Saturday, March 17, 2012

Rutgers dorm case

I'm concerned about yesterday's decision in the Rutgers dorm case. Having just read several articles on the trial, it seems to me there was plenty of evidence of cyberbullying on phones, Twitter and Facebook. As a former high school teacher, I can tell you that I've seen bullying and it makes my blood boil. Kids can be cruel, but kids should be taught that it's wrong. To feel what another is feeling is called empathy and it should start to develop in children by about age two or three. Why it doesn't sometimes, why it may be missing when the child reaches his teens, I don't know. I suspect there's more than one reason. But it's still wrong. That's not what's bothering me.

What's bothering me is that the main issue both inside and outside the courtroom became, what Mr. Ravi and Mr. Clementi were thinking. Why does that matter? This is beginning to sound scarily like the "thoughtcrimes" in Orwell's 1984. Or am I so behind the times I don't realize we've passed that year and moved on into the Brave New World where you can go to jail for what you're thinking.

Brain scans can now reveal whether you are thinking or not, but they still can't reveal what you're thinking. If we still have freedom of speech, am I wrong to assume we also have freedom of thought? That our thoughts are our own and no one else has the right to intrude on them or tell us what they should consist of?

That being said, it does seem as if Rutgers could have moved these two young men to different rooms.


TASK OBJECTIVE –
Scan the entries below for the word "year". Copy out every line in which it occurs.

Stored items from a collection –
________________________________________

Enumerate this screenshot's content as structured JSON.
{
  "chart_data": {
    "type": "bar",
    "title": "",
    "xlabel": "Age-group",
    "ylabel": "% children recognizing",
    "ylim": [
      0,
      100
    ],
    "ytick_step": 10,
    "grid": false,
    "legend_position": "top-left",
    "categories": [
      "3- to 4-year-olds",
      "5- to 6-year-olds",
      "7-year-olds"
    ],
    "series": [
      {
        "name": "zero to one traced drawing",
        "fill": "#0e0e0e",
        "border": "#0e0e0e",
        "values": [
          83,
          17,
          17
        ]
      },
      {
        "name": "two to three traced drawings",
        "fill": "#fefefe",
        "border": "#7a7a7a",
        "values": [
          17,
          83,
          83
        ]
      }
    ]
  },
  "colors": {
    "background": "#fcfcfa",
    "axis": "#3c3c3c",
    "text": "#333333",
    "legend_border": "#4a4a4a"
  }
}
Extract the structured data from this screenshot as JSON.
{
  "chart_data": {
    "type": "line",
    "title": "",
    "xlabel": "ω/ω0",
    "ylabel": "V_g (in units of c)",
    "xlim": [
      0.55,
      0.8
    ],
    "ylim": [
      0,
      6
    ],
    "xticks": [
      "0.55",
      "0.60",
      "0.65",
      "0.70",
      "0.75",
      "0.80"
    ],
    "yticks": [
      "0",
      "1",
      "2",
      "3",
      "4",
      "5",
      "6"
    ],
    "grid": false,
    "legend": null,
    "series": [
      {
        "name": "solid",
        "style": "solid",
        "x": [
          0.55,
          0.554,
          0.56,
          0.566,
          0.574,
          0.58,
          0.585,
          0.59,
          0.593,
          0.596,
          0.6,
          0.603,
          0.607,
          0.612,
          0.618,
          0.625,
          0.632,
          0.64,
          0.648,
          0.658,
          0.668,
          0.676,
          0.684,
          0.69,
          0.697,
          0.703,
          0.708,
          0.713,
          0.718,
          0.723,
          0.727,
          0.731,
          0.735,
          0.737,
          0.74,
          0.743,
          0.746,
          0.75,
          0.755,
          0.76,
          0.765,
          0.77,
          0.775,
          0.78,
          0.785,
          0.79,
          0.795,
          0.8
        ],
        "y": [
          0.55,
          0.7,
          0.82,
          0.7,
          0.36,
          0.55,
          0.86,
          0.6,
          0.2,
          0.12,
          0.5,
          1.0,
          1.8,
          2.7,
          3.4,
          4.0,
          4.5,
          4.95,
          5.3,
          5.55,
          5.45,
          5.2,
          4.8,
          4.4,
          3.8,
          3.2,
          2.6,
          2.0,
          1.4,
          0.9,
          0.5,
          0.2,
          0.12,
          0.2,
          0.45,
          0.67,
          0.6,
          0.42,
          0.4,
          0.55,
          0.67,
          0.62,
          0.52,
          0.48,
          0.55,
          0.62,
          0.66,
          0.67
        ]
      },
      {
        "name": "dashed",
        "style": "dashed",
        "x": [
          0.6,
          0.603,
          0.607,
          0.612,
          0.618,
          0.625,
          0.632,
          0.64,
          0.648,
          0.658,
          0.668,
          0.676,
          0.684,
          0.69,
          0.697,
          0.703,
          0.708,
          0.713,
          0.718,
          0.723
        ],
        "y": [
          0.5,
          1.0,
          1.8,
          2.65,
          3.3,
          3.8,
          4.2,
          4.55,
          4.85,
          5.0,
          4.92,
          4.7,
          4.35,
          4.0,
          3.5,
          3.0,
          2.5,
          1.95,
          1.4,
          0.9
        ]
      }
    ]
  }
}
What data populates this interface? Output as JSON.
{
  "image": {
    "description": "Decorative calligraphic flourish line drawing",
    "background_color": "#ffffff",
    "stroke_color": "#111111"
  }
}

________________________________________

RESPONSE –
      "3- to 4-year-olds",
      "5- to 6-year-olds",
      "7-year-olds"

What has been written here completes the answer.